Investigations

Guards in Iraq & Afghanistan get insurance money

Ugandans who worked in Iraq & Afghanistan as Security Guards under the Government of United States of America, are required to apply freely for their insurance compensation.

The Drone Media has established that some humanitarian lawyers dug out a syndicated corruption that made former security guards in Iraq & Afghanistan lose millions of money. This money is an equivalent of local National Social Security Fund (NSSF).

As it is, every security guard who worked in Iraq & Afghanistan under the government of United States of America, was being deducted or given money for their insurance compensation. However, the companies that took the guards chose to steal the money.  As rumour would sweep in and some guards start inquiring about this money; the companies would severely deal with such individual until the rumours would die.

Now, after all these years. The American humanitarian lawyers, seeking for self actualization, as part of hierarchy in life; they started investigations to find out many things that happened in Iraq & Afghanistan during the wars in those countries. The lawyers were surprised to find out that the companies did not pay the guards their insurance compensations.

Private security firms won lucrative contracts to supply support staff and security guards to back up US forces in Iraq. They recruited Ugandans and pushed them to the limit, on low pay and no benefits. These included: Drashak Security Solutions; Watertight, Askar etc

White recruits — from the US, Israel, South Africa, the UK, France and Serbia — hired by American private military company  PMCs that won contracts with the Pentagon (worth $120bn since 2003) received substantial pay, often more than $10,000 a month; but “third country nationals” (TCNs) like many Ugandans were treated badly and their rights as employees were abused. Some, were sent home after being wounded, got no help from their former employers.

Some, especially African recruits, were assigned to security duties, paired up with regular troops: 15% of the static security personnel (guarding base entrances and perimeters) hired by the PMCs on behalf of the Pentagon were Sub-Saharans.

Among these low-cost guards, Ugandans were a majority, numbering maybe 20,000. They were sometimes used to keep their colleagues in line: in May 2010 they quelled a riot at Camp Liberty by a thousand TCNs from the Indian subcontinent.

The high ratio of Ugandans was due to the political situation in central Africa in the early 2000s. In western Uganda the war in the Great Lakes region was officially over.
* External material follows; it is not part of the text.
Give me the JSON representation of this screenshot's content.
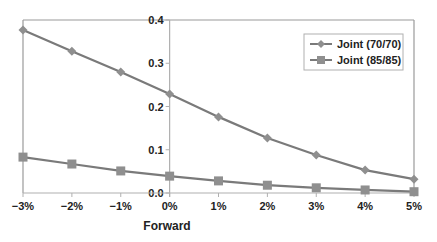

In northern Uganda the Lord’s Resistance Army rebels had been brought under control.

In neighbouring Sudan the civil war was over, opening up the way to independence for the south. More than 60,000 Ugandan troops were demobilized; Iraq seemed like an opportunity. The Ugandan government, a key ally of the US in central Africa, was one of the few to support the Bush administration when the Iraq war began in 2003. US and Ugandan armed forces have collaborated since the mid-1980s.

In 2005 the US needed more paramilitary security — “They were looking for reliable labour from English-speaking countries, veteran labour” — and turned to Uganda.

With this background, the former guards are rightly claiming their insurance compensation from the Ugandan Private Security companies that hired them.